■ Prompt
Write out exactly the lines below from the one containing "This screenshot has" to the last, both ends kept, and nothing more; skip all pictures.

········

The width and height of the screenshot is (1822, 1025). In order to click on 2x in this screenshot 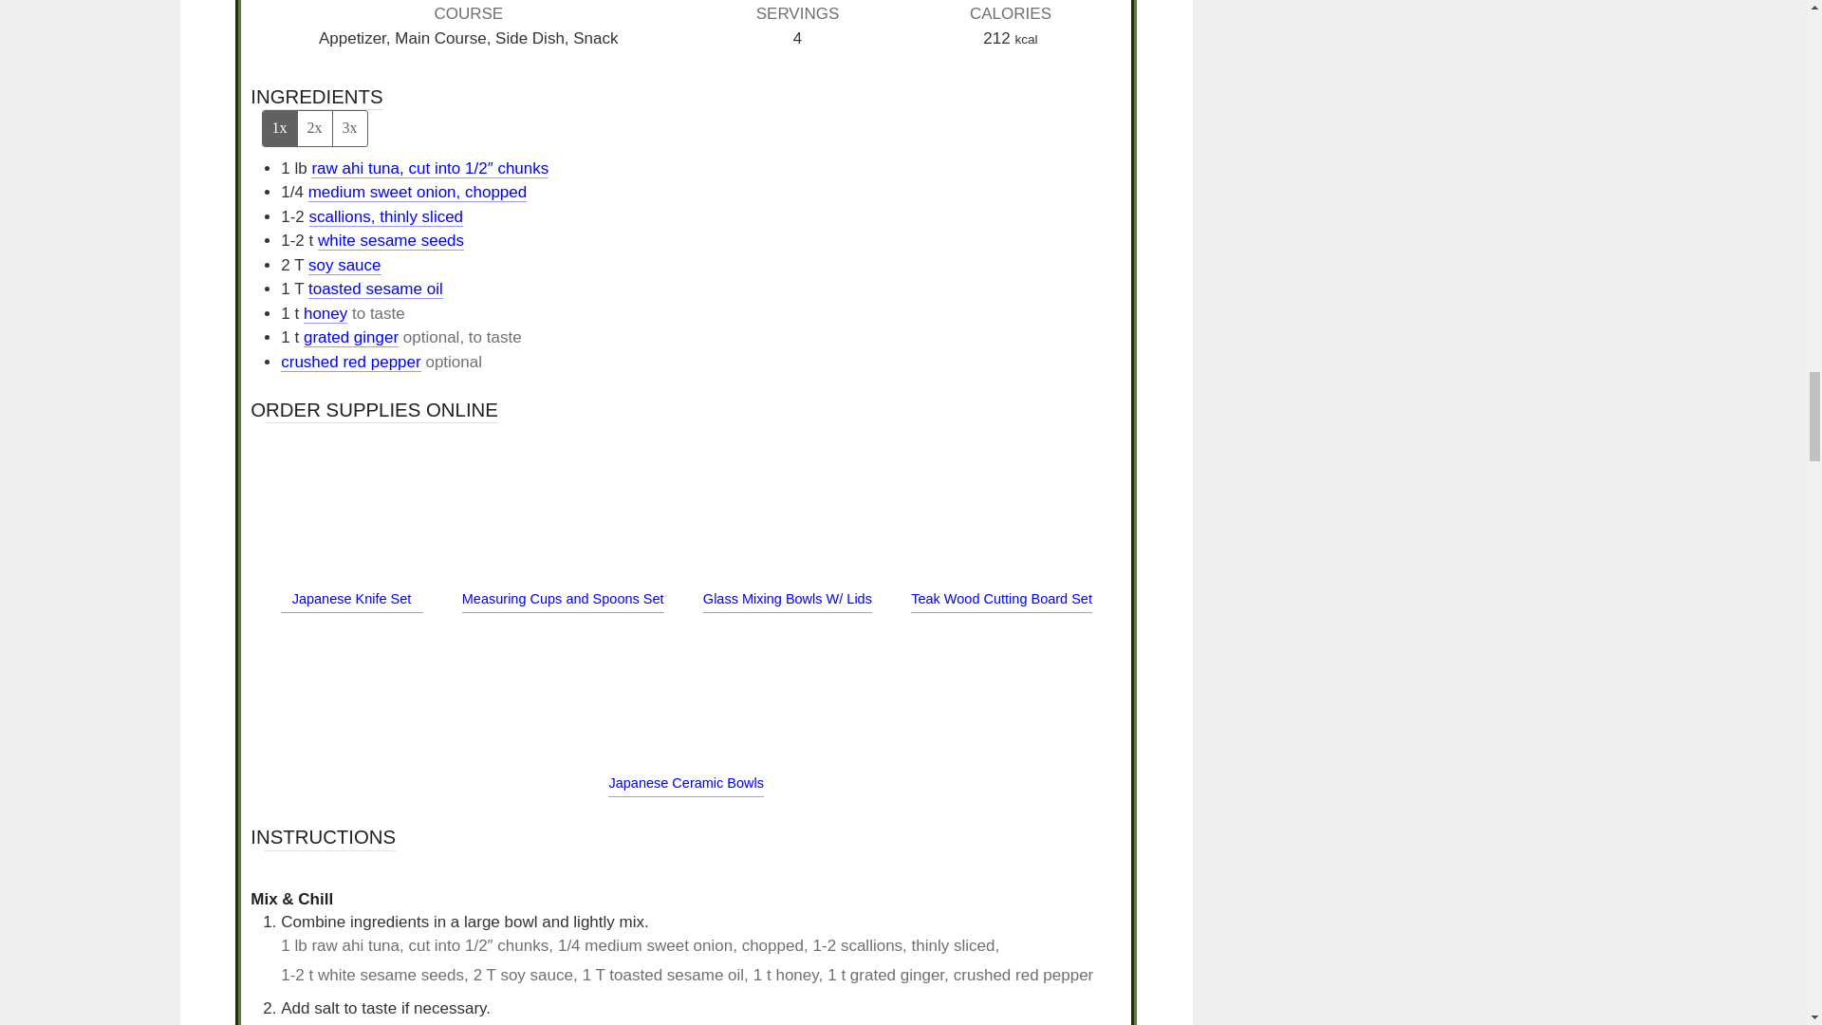, I will do `click(313, 128)`.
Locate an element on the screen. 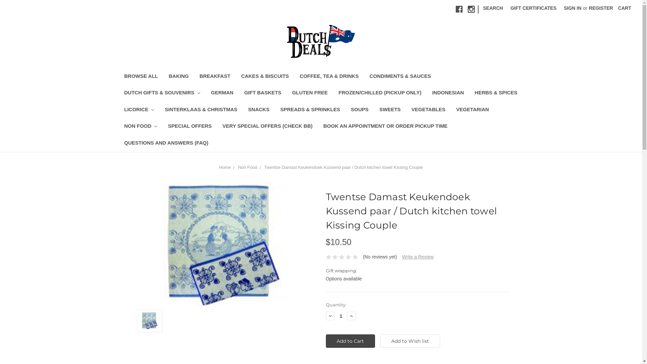  QUESTIONS AND ANSWERS (FAQ) is located at coordinates (166, 144).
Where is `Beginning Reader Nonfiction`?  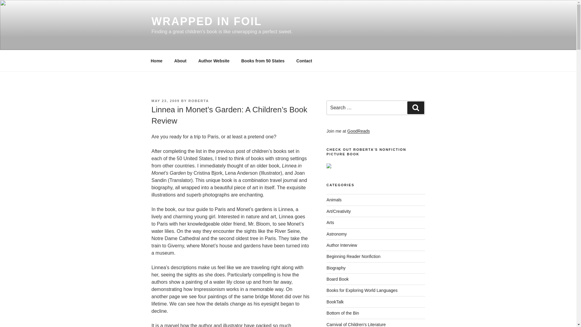
Beginning Reader Nonfiction is located at coordinates (353, 256).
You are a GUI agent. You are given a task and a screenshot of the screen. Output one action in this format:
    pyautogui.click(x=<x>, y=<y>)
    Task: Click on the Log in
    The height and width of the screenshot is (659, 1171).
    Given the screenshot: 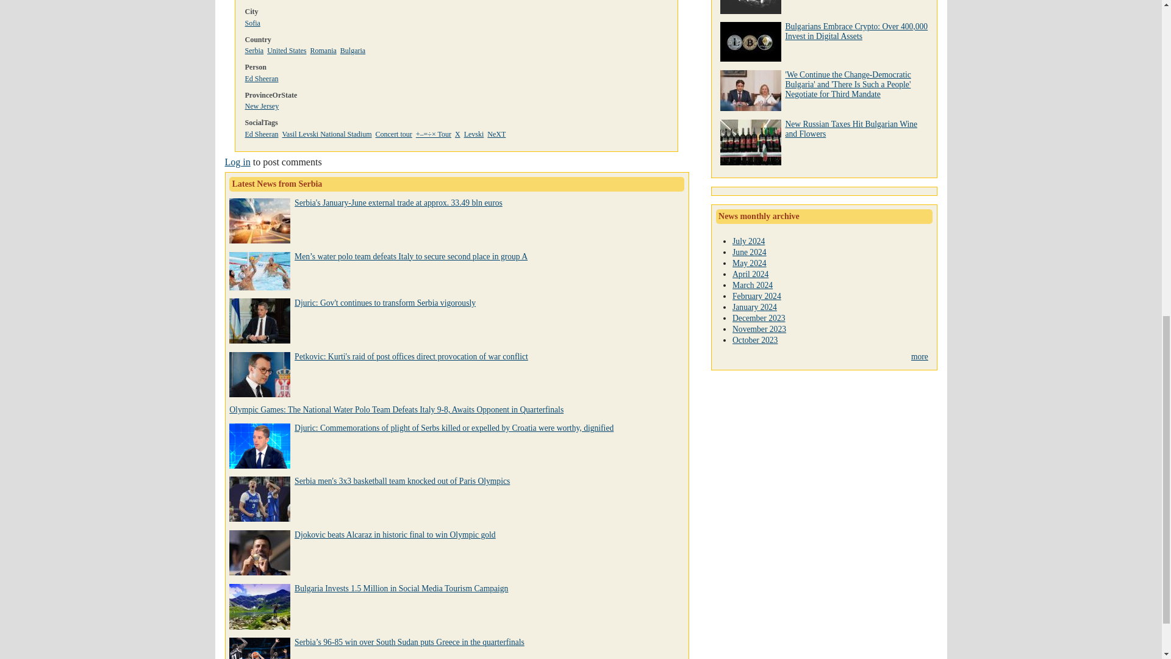 What is the action you would take?
    pyautogui.click(x=237, y=162)
    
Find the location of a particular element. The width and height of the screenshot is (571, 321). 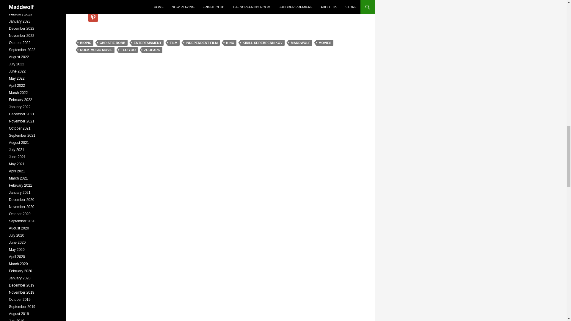

ENTERTAINMENT is located at coordinates (148, 43).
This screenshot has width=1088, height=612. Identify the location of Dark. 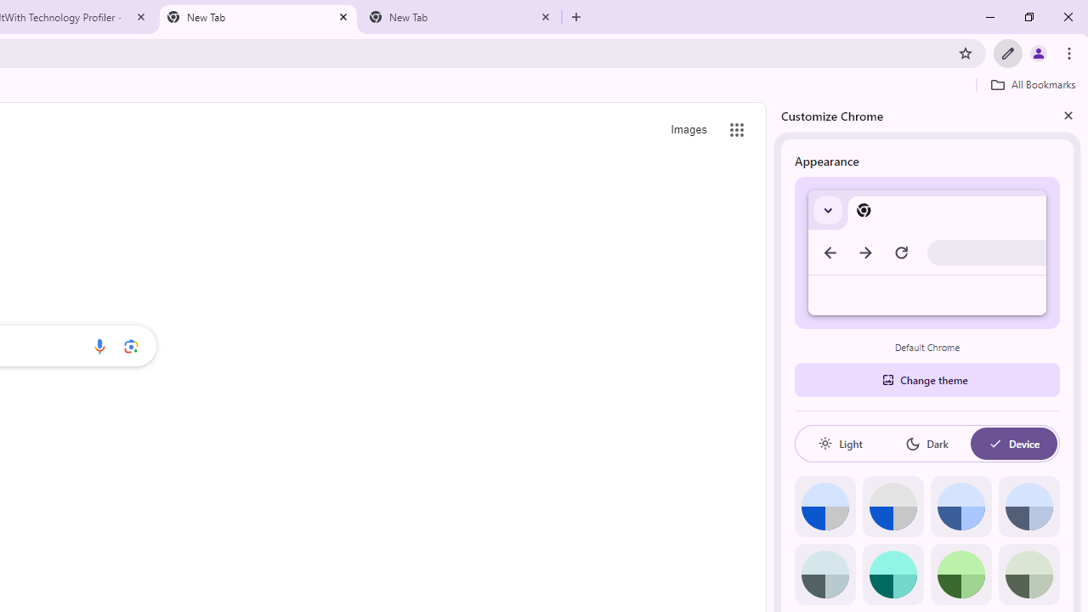
(927, 444).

········

■ Answer for the task
This screenshot has width=1088, height=612. Identify the location of Dark. 
(927, 444).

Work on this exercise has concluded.